In Miami, Cuban social media personalities posted Monday that they would make the 10-hour boat ride to Cuba to show support after rare street protests broke out over the weekend, the Miami Herald reported.

The influencers said they would bring aid — and guns — and urged people in Miami to offer up their boats.

One group gathered Monday night at Pelican Harbor Marina near Miami’s North Bay Village, and people brought cases of bottled water, flashlights and boxes of canned Chef Boyardee pasta, the newspaper reported.

The group didn't get very far on a rainy Monday night.

A message posted on organizer Santiago Rivera's Instagram account early Tuesday said the Coast Guard stopped his group from crossing the Straits because of “problems with firearms.” He promised they would try again to leave Wednesday morning “with the permission of the authorities of this country."

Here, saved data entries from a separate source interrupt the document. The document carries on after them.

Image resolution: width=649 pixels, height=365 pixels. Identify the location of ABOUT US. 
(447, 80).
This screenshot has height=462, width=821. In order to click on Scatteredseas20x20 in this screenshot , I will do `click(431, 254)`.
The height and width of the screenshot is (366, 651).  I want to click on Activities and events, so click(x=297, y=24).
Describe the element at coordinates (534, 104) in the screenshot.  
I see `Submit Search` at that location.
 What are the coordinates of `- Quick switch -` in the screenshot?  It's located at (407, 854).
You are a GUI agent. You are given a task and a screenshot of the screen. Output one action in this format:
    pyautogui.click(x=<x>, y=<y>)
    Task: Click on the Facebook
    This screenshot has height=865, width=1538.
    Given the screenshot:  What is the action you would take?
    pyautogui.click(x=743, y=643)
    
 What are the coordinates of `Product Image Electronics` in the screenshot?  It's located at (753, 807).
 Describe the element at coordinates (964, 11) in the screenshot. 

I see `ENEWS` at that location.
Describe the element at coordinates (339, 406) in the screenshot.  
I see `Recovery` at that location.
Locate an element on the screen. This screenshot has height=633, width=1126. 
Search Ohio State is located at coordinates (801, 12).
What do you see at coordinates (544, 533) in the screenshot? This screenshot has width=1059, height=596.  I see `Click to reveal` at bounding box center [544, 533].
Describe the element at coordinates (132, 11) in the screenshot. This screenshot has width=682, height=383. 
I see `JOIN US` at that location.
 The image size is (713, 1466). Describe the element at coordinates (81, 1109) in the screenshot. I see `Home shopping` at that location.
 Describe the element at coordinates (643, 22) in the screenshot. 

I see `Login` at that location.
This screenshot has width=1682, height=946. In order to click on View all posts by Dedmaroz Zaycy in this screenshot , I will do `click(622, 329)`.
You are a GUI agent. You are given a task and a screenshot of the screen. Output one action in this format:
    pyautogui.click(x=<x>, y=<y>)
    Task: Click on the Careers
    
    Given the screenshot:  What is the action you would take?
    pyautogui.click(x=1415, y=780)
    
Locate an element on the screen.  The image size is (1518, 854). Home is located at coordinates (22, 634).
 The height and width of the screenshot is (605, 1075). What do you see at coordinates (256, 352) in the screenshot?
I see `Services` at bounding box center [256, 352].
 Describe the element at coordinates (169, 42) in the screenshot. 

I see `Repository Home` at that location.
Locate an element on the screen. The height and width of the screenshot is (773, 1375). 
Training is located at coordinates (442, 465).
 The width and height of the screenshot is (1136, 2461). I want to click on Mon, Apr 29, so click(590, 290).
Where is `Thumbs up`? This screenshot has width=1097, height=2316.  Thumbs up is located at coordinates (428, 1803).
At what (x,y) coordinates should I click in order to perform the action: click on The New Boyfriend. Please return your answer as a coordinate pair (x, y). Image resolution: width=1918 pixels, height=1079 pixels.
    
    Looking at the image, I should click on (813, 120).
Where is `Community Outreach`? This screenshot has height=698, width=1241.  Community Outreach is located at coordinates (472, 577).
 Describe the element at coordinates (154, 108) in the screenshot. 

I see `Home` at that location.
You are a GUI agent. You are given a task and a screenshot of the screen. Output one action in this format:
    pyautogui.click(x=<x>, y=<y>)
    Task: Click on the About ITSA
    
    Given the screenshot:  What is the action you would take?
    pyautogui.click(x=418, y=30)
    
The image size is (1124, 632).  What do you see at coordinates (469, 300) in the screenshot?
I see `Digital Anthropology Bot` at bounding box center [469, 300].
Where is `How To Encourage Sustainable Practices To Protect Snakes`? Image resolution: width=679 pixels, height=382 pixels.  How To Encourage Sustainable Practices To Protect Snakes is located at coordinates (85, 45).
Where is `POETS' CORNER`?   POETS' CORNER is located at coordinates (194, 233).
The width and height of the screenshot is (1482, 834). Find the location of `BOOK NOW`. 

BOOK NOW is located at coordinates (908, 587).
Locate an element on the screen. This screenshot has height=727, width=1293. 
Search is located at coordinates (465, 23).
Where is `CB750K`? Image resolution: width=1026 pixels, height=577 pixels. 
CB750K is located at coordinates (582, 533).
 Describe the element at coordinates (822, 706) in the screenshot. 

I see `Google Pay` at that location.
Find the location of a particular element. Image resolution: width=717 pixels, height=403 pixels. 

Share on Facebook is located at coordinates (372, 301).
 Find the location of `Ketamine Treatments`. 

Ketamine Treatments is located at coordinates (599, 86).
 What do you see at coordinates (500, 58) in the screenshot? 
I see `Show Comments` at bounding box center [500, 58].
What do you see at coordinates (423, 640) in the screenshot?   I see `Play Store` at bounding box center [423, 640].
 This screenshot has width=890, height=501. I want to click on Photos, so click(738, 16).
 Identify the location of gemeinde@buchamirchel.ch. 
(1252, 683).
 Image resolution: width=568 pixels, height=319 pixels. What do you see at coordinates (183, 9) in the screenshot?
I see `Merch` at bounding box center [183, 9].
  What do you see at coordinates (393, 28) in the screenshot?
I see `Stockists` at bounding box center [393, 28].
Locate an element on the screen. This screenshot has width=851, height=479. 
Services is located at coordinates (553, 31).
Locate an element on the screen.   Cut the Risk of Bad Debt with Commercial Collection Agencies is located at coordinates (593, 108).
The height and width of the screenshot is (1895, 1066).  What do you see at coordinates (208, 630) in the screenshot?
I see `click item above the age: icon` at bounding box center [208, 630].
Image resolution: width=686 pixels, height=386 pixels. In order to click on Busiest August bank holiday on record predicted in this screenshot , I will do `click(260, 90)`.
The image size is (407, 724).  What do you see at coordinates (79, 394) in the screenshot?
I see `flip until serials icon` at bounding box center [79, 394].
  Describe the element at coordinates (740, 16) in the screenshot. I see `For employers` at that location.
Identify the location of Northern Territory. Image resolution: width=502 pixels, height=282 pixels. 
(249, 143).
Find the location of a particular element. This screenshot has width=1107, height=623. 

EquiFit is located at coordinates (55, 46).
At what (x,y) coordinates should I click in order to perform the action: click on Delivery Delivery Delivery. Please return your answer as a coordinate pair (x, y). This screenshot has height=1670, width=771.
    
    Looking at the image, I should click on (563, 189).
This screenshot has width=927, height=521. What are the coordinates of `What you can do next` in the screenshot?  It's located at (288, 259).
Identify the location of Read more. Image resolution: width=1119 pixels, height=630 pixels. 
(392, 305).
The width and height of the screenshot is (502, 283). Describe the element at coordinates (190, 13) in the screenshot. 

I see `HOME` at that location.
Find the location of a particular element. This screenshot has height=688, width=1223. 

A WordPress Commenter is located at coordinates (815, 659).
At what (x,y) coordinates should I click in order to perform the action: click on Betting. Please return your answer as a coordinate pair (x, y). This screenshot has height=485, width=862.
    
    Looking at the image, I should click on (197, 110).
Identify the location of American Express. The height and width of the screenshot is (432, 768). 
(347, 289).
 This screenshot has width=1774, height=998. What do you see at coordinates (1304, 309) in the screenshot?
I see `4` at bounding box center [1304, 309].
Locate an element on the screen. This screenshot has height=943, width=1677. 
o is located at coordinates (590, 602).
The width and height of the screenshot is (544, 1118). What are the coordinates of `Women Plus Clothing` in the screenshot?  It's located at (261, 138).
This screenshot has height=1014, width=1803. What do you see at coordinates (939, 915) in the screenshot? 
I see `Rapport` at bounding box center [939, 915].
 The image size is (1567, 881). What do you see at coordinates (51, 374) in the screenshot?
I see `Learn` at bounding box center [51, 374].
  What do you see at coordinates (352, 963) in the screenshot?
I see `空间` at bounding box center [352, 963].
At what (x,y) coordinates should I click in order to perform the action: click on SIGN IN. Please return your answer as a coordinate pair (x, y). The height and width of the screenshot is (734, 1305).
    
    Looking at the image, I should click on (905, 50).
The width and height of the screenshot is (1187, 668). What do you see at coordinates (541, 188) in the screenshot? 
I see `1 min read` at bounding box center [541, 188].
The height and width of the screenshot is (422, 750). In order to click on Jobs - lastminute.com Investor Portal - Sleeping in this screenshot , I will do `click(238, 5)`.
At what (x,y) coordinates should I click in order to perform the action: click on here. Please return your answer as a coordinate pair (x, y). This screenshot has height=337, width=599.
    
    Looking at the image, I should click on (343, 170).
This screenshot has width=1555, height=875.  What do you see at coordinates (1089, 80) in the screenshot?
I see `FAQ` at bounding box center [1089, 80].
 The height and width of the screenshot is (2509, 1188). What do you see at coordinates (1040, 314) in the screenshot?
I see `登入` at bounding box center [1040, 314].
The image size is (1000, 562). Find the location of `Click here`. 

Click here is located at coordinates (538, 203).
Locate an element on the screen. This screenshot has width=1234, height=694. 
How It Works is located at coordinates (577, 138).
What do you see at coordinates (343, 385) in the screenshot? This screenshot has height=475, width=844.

The Coast Guard statement suggested that such permission would not be forthcoming. It noted that the voyage is “dangerous and unforgiving,” with nearly 20 Cubans dying while trying to cross in recent weeks. It said the Coast Guard is working with state, local, and federal partners to monitor "unpermitted vessel departures from Florida to Cuba.”

Rivera's post thanked people for supporting the mission and said Cubans are determining their destiny and losing their fear. “This isn’t politics, this is brotherhood, this is humanity and common sense, proud to be Cuban for my land I give my life,” his post said.

Thousands of Cuban Americans also gathered in Little Havana over the weekend, expressing support for the Cubans who joined street marches against high prices and food shortages on the island. Such unsanctioned protests are extremely rare, and Cuban police were out in force on Monday to control them.

The last such demonstrations in Havana happened nearly 30 years ago, in 1994. President Miguel Díaz-Canel accusing Cuban Americans of using social media to egg them on.

Miami Mayor Francis Suarez, a Cuban American, tweeted that he has never “felt such raw emotion from the people of Miami desperate for intervention by the government and by themselves on behalf of Cuba." He added that “this is the moment of freedom" for Cuba.